Timoshenko closed with a summation. “In terms of the strategic art, the experience of the war in Europe has perhaps brought nothing new,” he asserted. “But in the sphere of the operational arts, in the sphere of frontline and army operations, there have been immense changes.” He singled out the value of tank armies and motorized divisions coordinated with aviation, noting that whereas offensives in the First World War had been stymied by defense in depth and the employment of reserves, “German tank divisions in 1939–1940 forestalled calling up these reserves.” The Germans just “pushed forward,” having “rightly taken into account that the force and success of the contemporary offensive consists in its great speed and uninterruptedness.” He contrasted the German experience in just bypassing the Maginot Line with the Soviet Winter War, wherein a bypass proved impossible, and accentuated being expert at both wars of maneuver and of heavy concentration, in order to achieve that early breakthrough. He also noted that German success had depended upon preparation, laying railroads, building roads, readying aerodromes, and using agents on enemy territory to sow panic. In conclusion, he said that “the decisive effect of air power is achieved not via long-range raids in an enemy’s rear but coordination with infantry in the field of battle, in the location of divisions, the army.”27

As Timoshenko knew well, however, the Red Army’s existing organization, officer skill set, and rank-and-file training did not correspond to this incisive blueprint. How much, if anything, the absent Stalin absorbed of the revelatory discussions of the new German way of war and its implications for Soviet military doctrine remains uncertain. Timoshenko had submitted a draft of his summation to the despot, who inserted several lines: “One organizes defense in order to prepare an offensive.” “Defense is especially advantageous only when it is understood as a means to organize an offensive.”28

SEEKING CLARIFICATION

Also on December 28, Sorge in Tokyo drafted a radio message, the first of many he would send warning of possible war. He had developed a close relationship with the German military attaché Colonel Alfred Kretschmer and was able to meet the many high-level military visitors from Berlin on assignment to Japan. “Every new person arriving in Japan from Germany talks about how the Germans have around 80 divisions on the eastern border, including Romania, with the aim of exerting pressure on the policy of the USSR,” his message stated. “In the event that the USSR starts to actively oppose the interests of Germany, as happened in the Baltics, the Germans could occupy territory on a line Kharkov, Moscow, Leningrad. The Germans do not want to do this, but are assembling the means, should they be compelled to do so by the behavior of the USSR.” But Sorge added that “the Germans know well that the USSR cannot risk this, because, after the Finnish war debacle, Moscow needs at least twenty years to become a modern army on a par with Germany’s.”29

Sorge’s dispatch was characteristic of the mountains of chatter that Stalin would receive. But the December 29 intelligence out of Berlin on the existence of Operation Barbarossa was different. It had been written by Skornyakov (“Meteor”), who worked under the cover of the aviation aide to the Soviet military attaché. “Meteor,” in turn, had gotten the information from Captain Nikolai Zaitsev (“Bine”), the intelligence operative in the Soviet trade mission. “Bine,” in freezing weather, drove around and took public transportation for up to five hours (to ensure he was not being followed by German counterintelligence) to meet with the German journalist Ilse Stöbe (“Alta”), who ran the field agents in Soviet military intelligence’s network in Berlin, including her source for this revelation, Rudolf von Scheliha (“Aryan”). The latter, returning from Warsaw, now worked in the German foreign ministry. Filipp Golikov, the head of Soviet military intelligence, forwarded the information to Stalin, as well as to Molotov, defense commissar Timoshenko, and chief of staff Meretskov (collectively known as List No. 1), writing that “from highly informed military circles, it has become known that Hitler issued an order to prepare a war against the USSR and that the war will be declared in March of the coming year.”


(WHAT NEEDS TO BE DONE): Without the images, write out all of the following entries exactly.

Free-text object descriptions
%%
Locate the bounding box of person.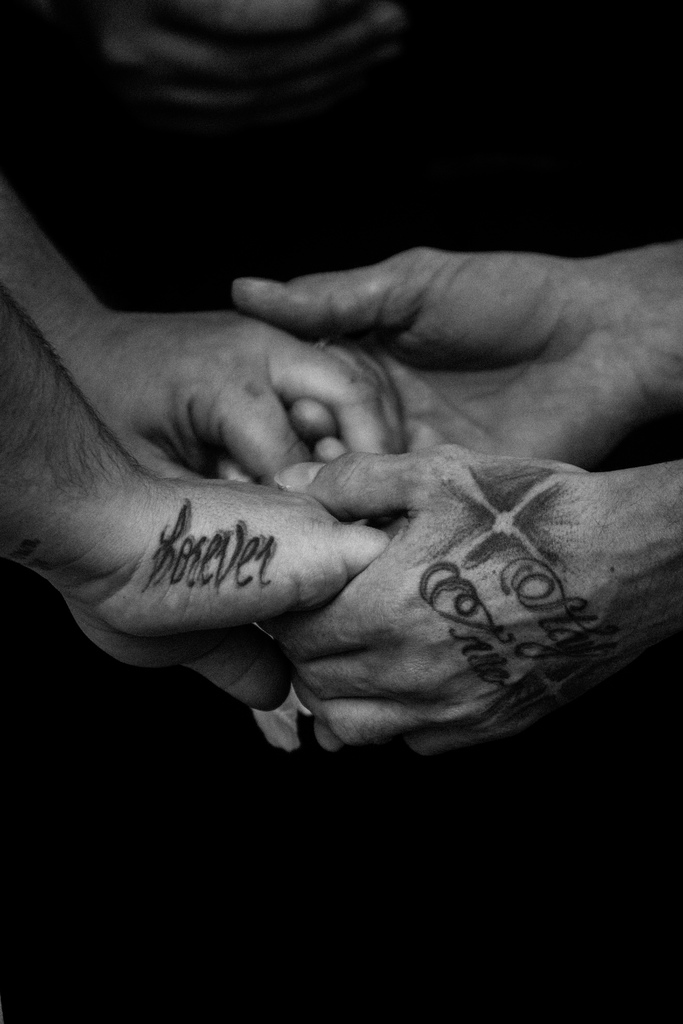
Bounding box: 224, 234, 681, 755.
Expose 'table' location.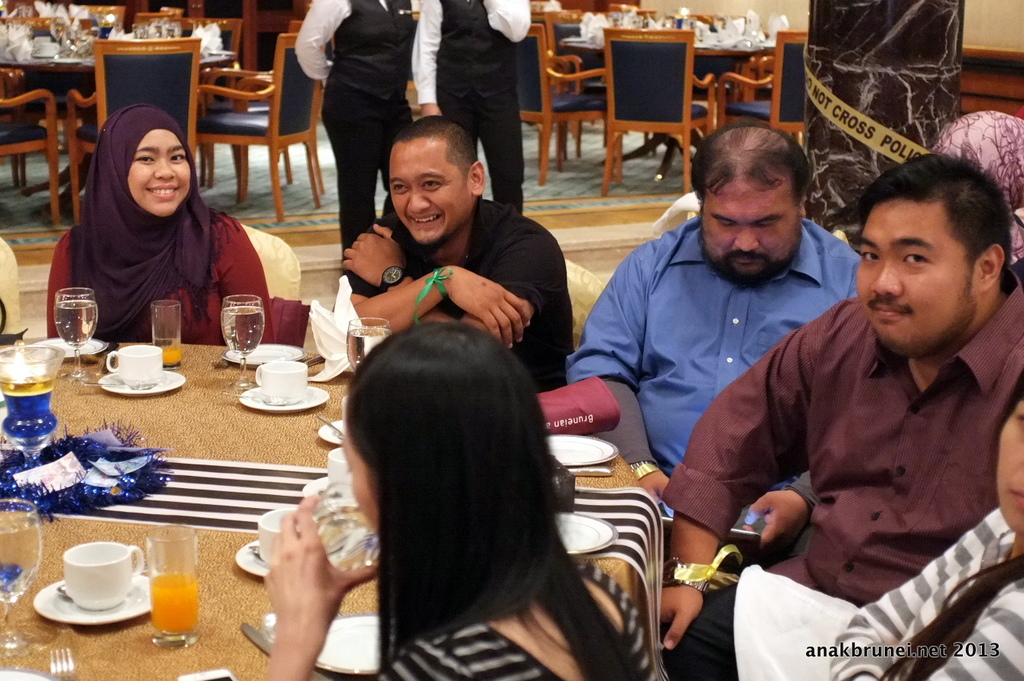
Exposed at rect(1, 52, 239, 215).
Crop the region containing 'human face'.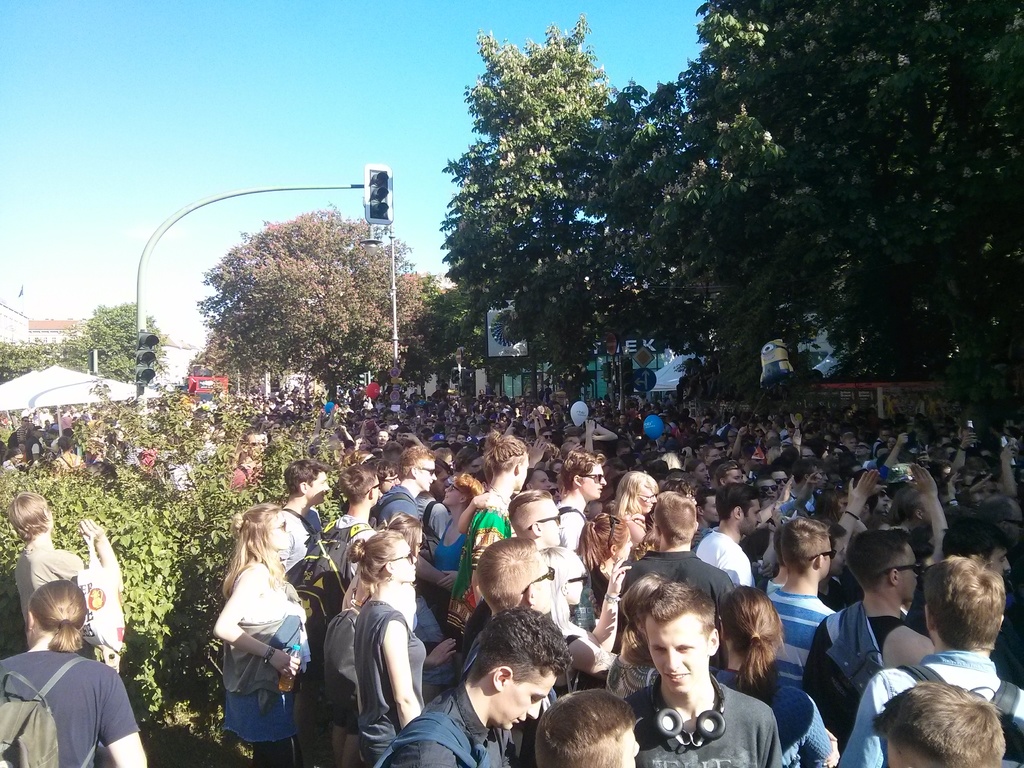
Crop region: crop(562, 564, 584, 604).
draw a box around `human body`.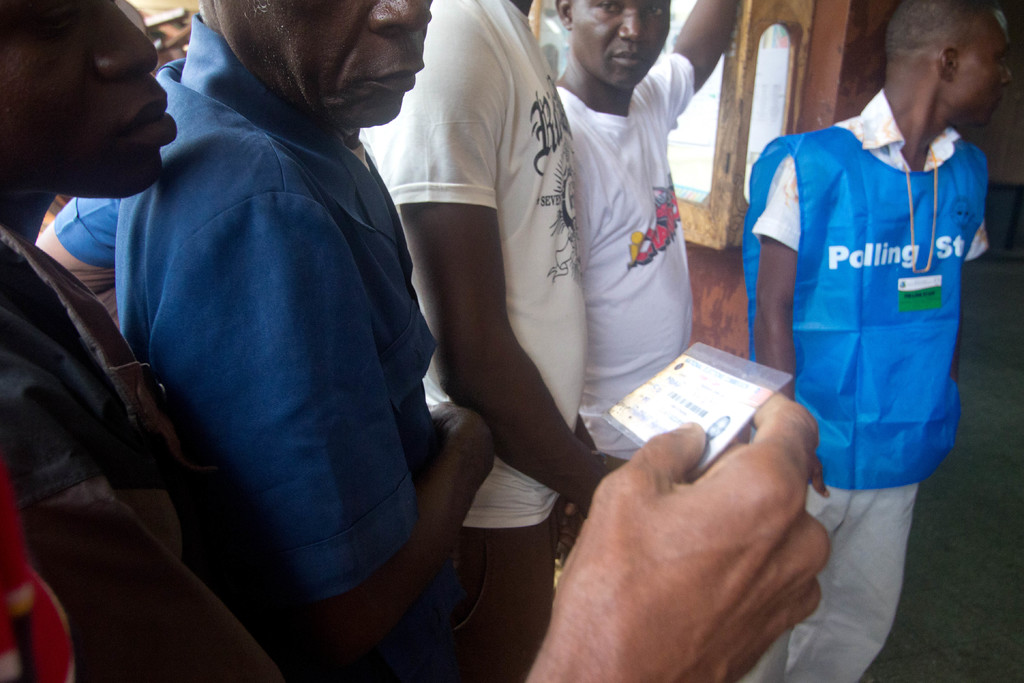
BBox(748, 0, 1016, 674).
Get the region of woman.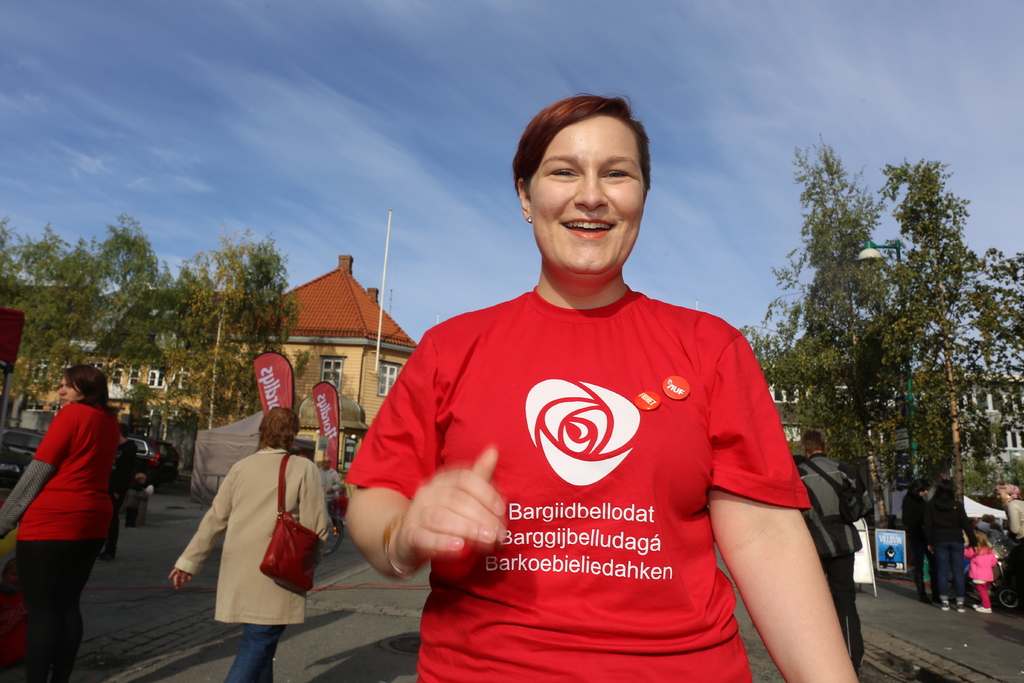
%%
(RESULT):
Locate the bounding box of person.
Bounding box: 224, 234, 681, 755.
Expose 'table' location.
Exposed at rect(1, 52, 239, 215).
Crop the region containing 'human face'.
Crop region: crop(562, 564, 584, 604).
draw a box around `human body`.
BBox(748, 0, 1016, 674).
Get the region of woman.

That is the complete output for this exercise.